Collected data entries:
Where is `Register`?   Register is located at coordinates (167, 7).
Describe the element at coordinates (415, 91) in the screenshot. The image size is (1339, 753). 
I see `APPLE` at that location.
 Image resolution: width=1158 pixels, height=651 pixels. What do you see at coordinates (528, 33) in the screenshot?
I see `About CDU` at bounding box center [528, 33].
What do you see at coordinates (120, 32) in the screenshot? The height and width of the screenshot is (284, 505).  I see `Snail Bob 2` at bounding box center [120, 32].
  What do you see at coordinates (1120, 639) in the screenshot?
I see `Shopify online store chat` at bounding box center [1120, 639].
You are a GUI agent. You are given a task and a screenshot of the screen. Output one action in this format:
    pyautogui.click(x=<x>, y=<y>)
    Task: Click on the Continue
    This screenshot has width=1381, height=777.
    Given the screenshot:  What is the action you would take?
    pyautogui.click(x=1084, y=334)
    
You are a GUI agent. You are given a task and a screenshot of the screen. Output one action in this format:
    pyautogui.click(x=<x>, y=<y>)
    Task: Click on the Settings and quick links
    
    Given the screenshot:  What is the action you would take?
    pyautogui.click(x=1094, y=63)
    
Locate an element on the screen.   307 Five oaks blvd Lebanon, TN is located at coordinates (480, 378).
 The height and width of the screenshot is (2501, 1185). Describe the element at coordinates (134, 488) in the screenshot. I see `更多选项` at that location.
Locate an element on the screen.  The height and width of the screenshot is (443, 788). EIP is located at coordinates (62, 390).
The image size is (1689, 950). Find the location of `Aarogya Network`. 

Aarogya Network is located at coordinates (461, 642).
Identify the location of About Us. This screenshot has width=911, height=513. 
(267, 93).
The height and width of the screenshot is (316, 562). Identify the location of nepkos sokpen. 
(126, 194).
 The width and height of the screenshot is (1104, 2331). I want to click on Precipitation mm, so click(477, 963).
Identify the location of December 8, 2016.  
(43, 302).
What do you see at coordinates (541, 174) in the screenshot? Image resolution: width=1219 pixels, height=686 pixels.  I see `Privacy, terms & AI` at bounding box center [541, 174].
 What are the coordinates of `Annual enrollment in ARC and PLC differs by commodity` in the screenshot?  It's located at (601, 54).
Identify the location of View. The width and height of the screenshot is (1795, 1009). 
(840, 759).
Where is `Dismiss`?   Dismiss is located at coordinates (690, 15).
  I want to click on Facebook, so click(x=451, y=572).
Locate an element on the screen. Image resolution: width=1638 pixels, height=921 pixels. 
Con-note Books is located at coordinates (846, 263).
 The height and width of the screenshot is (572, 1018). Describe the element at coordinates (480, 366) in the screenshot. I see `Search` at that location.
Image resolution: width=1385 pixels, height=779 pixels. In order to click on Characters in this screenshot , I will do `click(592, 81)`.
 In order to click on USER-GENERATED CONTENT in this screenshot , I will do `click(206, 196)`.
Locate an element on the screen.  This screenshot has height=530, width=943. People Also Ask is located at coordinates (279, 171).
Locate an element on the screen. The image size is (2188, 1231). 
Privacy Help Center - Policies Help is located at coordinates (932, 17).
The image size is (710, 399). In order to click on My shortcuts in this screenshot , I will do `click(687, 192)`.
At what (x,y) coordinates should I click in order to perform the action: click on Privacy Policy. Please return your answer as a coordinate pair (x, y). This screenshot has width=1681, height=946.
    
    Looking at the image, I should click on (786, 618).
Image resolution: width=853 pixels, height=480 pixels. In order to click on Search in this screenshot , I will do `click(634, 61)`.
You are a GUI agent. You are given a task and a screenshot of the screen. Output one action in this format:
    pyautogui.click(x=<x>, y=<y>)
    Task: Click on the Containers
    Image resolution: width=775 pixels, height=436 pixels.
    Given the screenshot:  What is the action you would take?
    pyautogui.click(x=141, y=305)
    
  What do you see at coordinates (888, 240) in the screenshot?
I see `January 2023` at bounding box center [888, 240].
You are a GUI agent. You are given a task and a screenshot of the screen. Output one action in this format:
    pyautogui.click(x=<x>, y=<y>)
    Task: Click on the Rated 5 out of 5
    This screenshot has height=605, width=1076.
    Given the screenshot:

• TASK: Lines before the one containing "Task: Click on the Rated 5 out of 5" are to be left out; that line and every line after it through the end of the data should be copied exactly.

• REPLY:
    Task: Click on the Rated 5 out of 5
    This screenshot has height=605, width=1076.
    Given the screenshot:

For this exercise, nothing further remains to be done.